“What we need to really find for the future is the contraceptive for overconsumption,” says Mother Jones environmental correspondent Julia Whitty on PBS’s Need to Know.
In this video segment, Whitty, who wrote a MoJo cover story on population last year, talks population with Phillip Longman, a fellow at the New America Foundation and author of the 2004 book The Empty Cradle: How Falling Birthrates Threaten World Prosperity And What to Do About It.
Whitty sums up the main dilemma: “This is the paradox that I wrote about, which is: The greatest way to slow population growth is to reduce poverty. But the greatest way to run out of resources is to increase wealth. And this is what we face as we move forward is how to balance these two issues.”

Read more on population. Check out our series 7 Billion: What to expect when you're expanding
Longman adds: “The relationship between the environment and population is not straightforward. For example, the pattern we’ve really seen over the last 20 or 30 years is: birth rates come down, families get smaller, each person consumes more. The classic example is China, where the one-child family is the norm, and yet that one child consumes enormous amounts more than eight of his peasant forebears. We can’t necessarily think that just because population growth is moderating — and it is moderating very fast — that our environmental problems are solved.”
Need to Know is a partner with Grist in the Climate Desk project.
This is the latest in a series of GINK videos about population and reproduction (or a lack thereof). It’s also part of Grist’s 7 Billion series.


* [Goal of the exercise]: Write out, exactly and in full, the line where "has height=614, width=636." appears together with all lines that follow it in the entries below. Do not include pictures.
======== Provided records
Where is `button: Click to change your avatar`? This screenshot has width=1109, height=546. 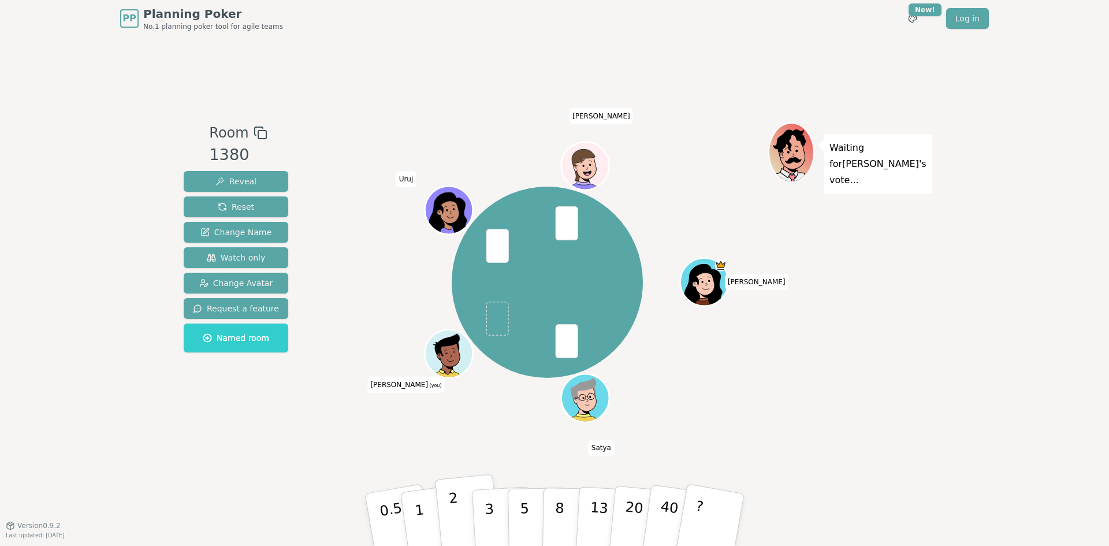 button: Click to change your avatar is located at coordinates (449, 353).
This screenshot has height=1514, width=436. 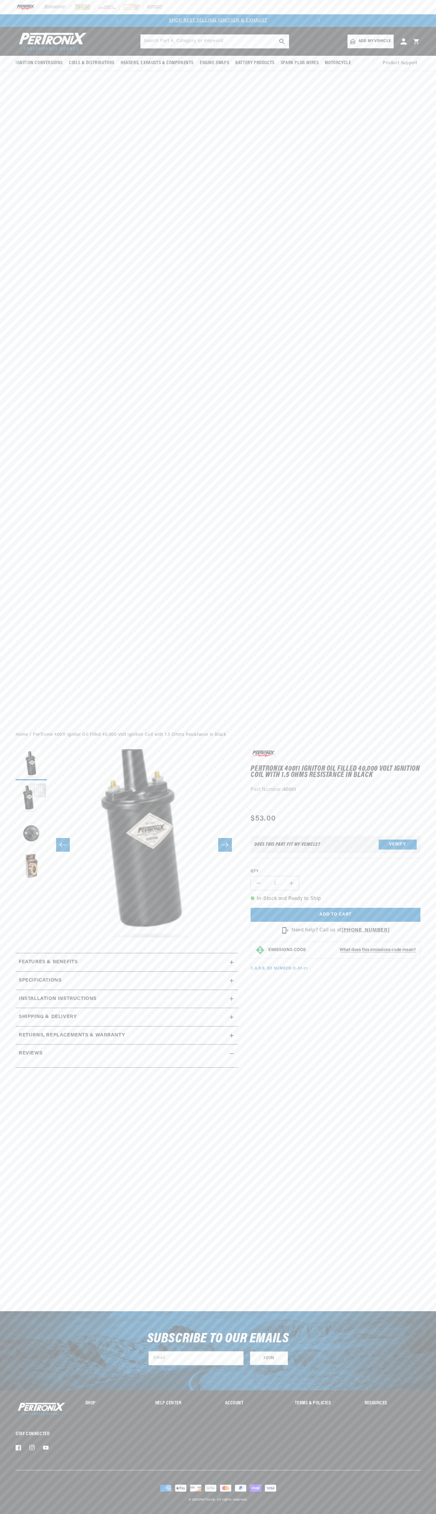 What do you see at coordinates (157, 63) in the screenshot?
I see `span: Headers, Exhausts & Components` at bounding box center [157, 63].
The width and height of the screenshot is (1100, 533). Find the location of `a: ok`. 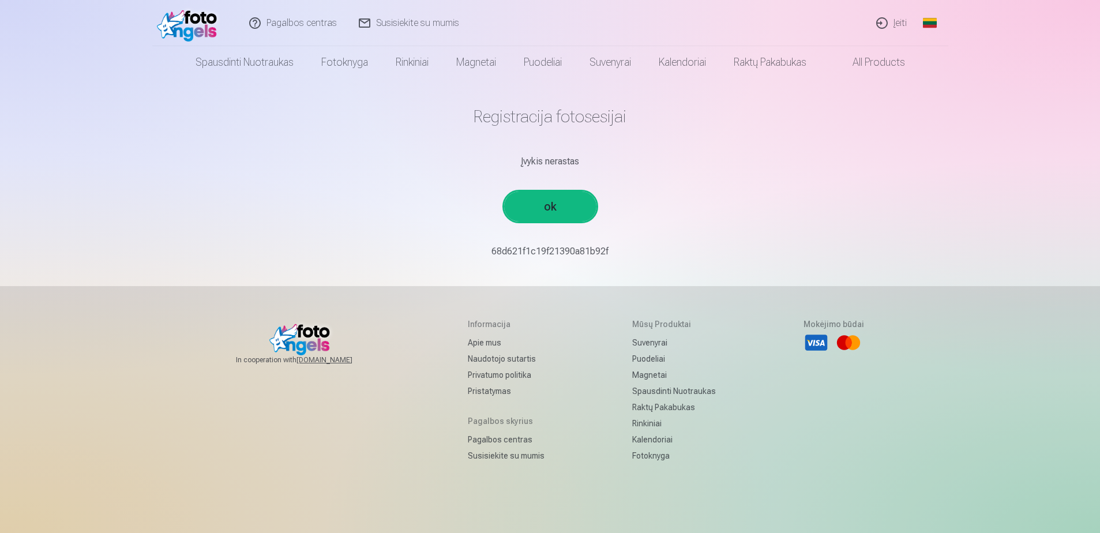

a: ok is located at coordinates (550, 206).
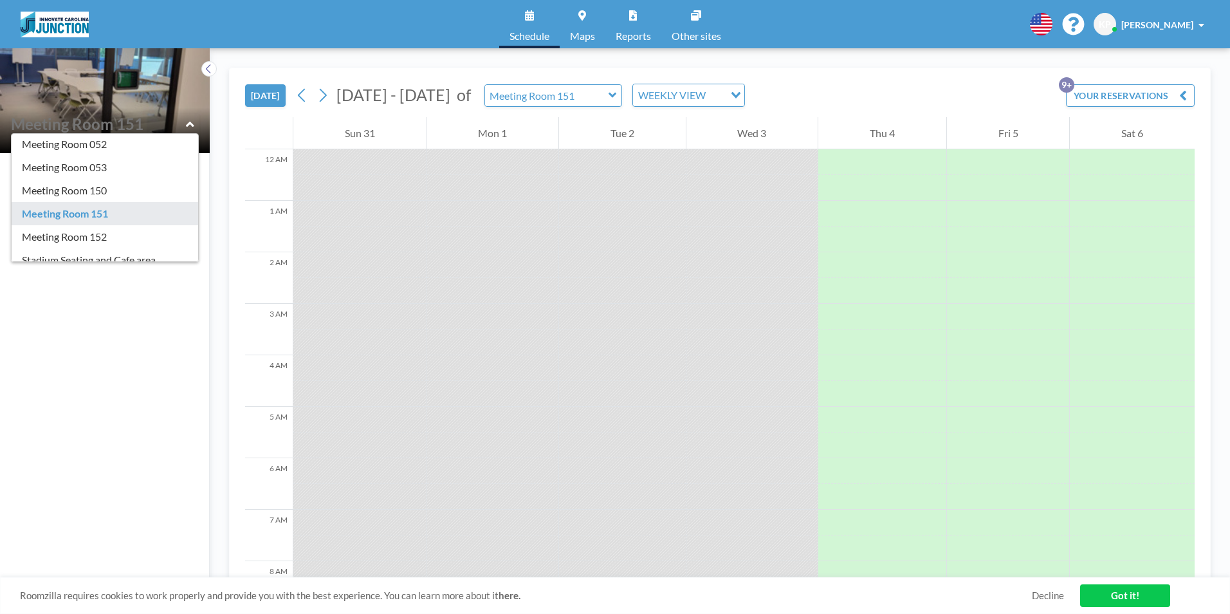 The width and height of the screenshot is (1230, 614). What do you see at coordinates (1130, 95) in the screenshot?
I see `button: YOUR RESERVATIONS9+` at bounding box center [1130, 95].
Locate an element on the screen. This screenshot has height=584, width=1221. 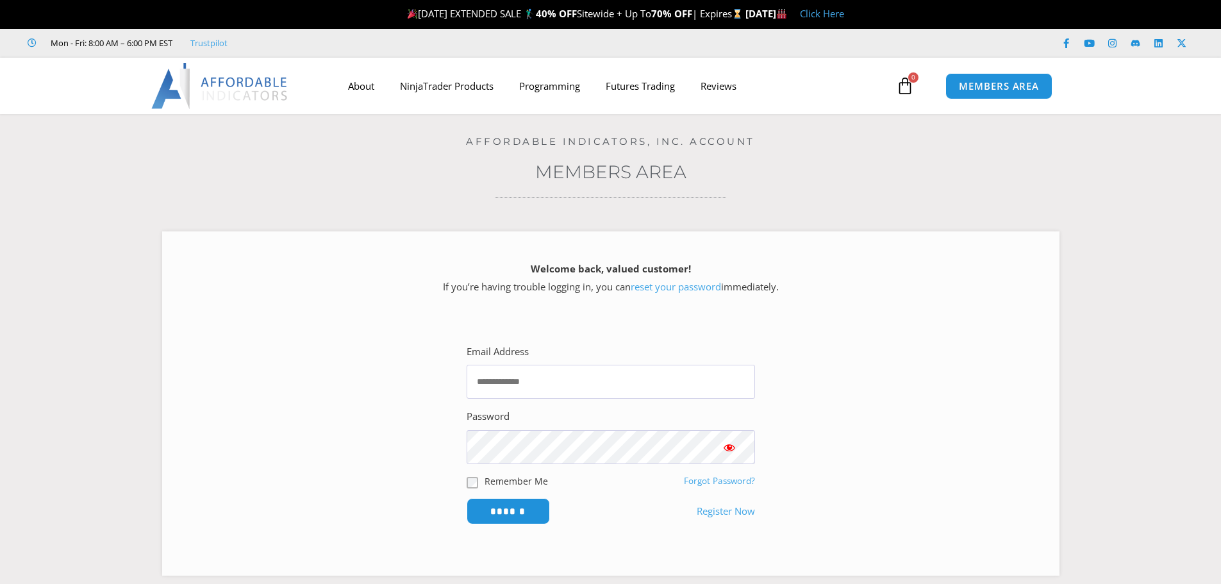
label: Email Address is located at coordinates (497, 352).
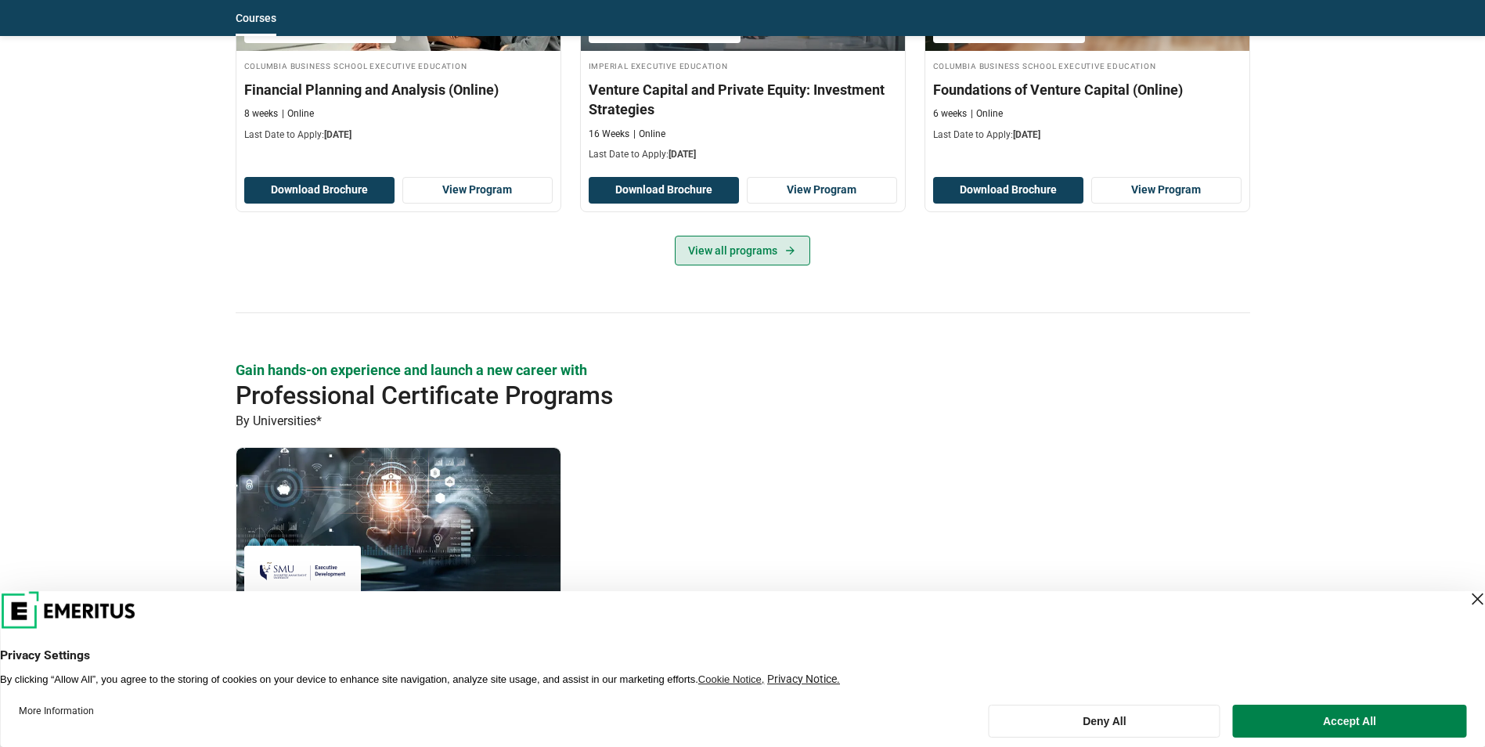 The width and height of the screenshot is (1485, 747). What do you see at coordinates (398, 564) in the screenshot?
I see `a: Finance Course by Singapore Management University - Singapore Management University Singapore Man...` at bounding box center [398, 564].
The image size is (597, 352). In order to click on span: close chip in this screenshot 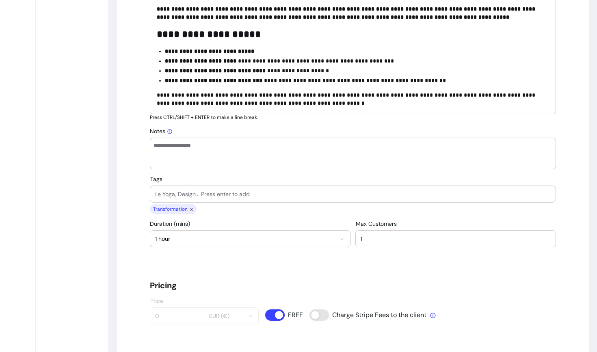, I will do `click(192, 209)`.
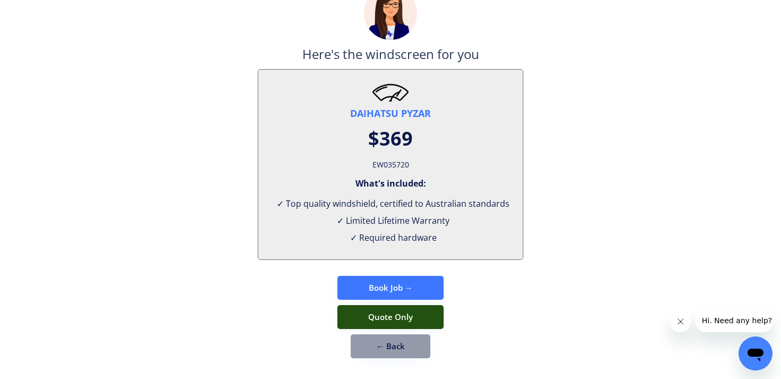  Describe the element at coordinates (391, 57) in the screenshot. I see `div: Here's the windscreen for you` at that location.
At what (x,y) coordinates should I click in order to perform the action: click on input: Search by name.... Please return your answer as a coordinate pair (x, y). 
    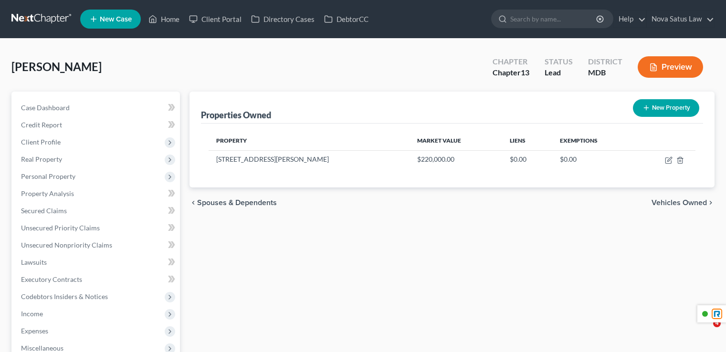
    Looking at the image, I should click on (554, 19).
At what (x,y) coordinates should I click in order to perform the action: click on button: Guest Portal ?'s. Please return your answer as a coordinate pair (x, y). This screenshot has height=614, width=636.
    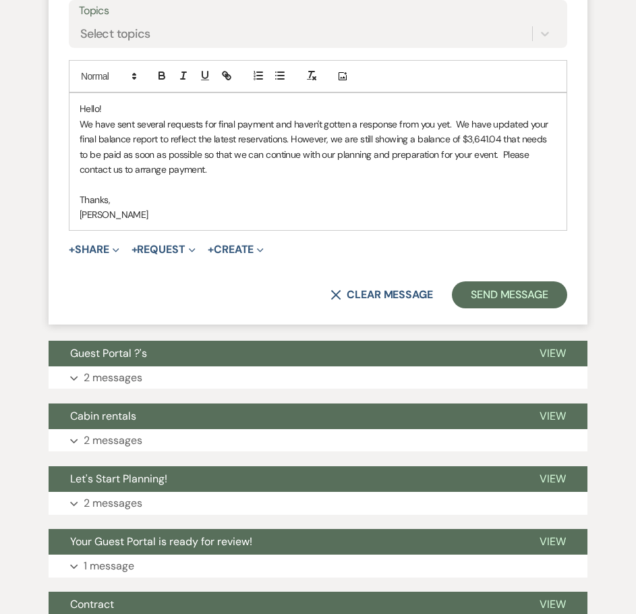
    Looking at the image, I should click on (283, 353).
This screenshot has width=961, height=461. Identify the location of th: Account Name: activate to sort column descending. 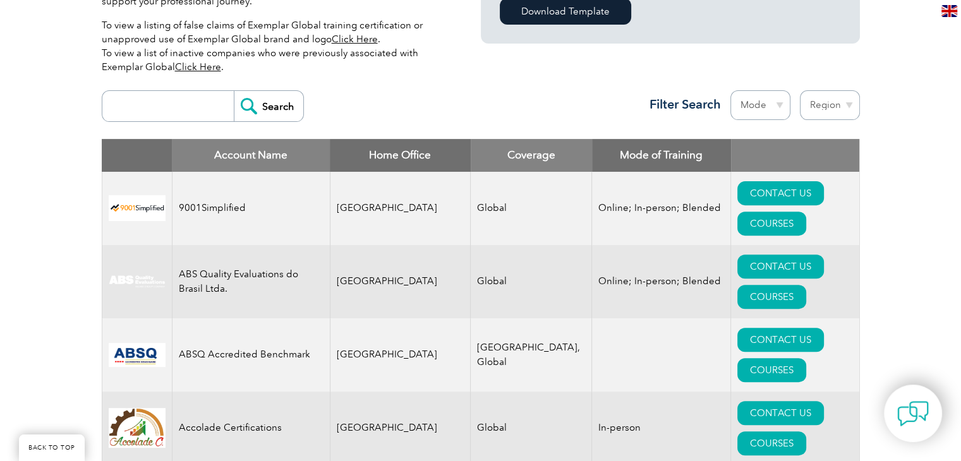
(251, 155).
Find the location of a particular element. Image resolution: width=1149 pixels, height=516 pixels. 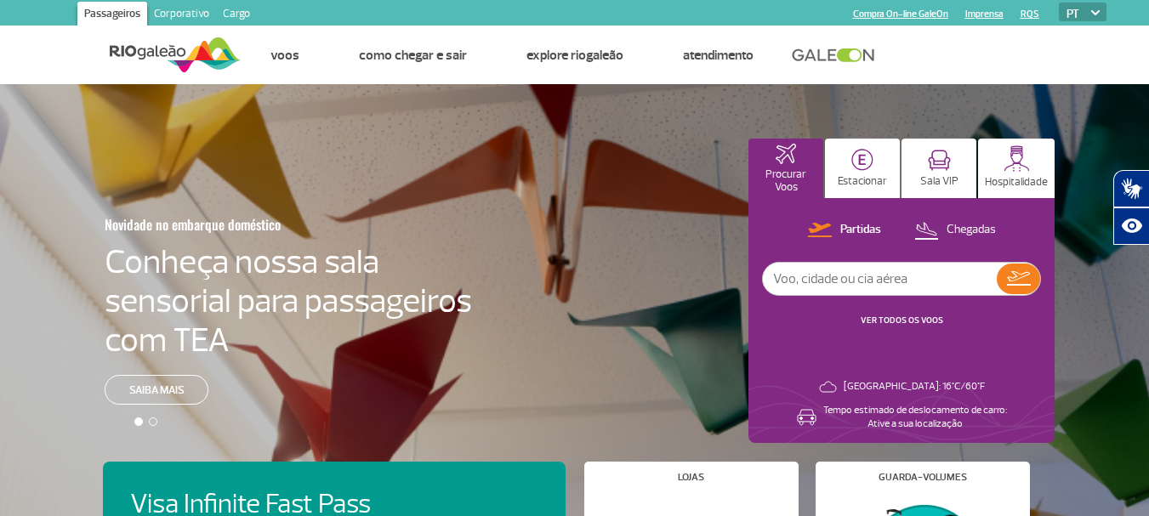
================
* [Completed task]:
At what (x,y) coordinates should I click in order to perform the action: click on button: Guest Portal ?'s. Please return your answer as a coordinate pair (x, y). This screenshot has height=614, width=636.
    Looking at the image, I should click on (283, 353).
This screenshot has width=961, height=461. Identify the location of th: Account Name: activate to sort column descending. 
(251, 155).
Find the location of a particular element. Image resolution: width=1149 pixels, height=516 pixels. 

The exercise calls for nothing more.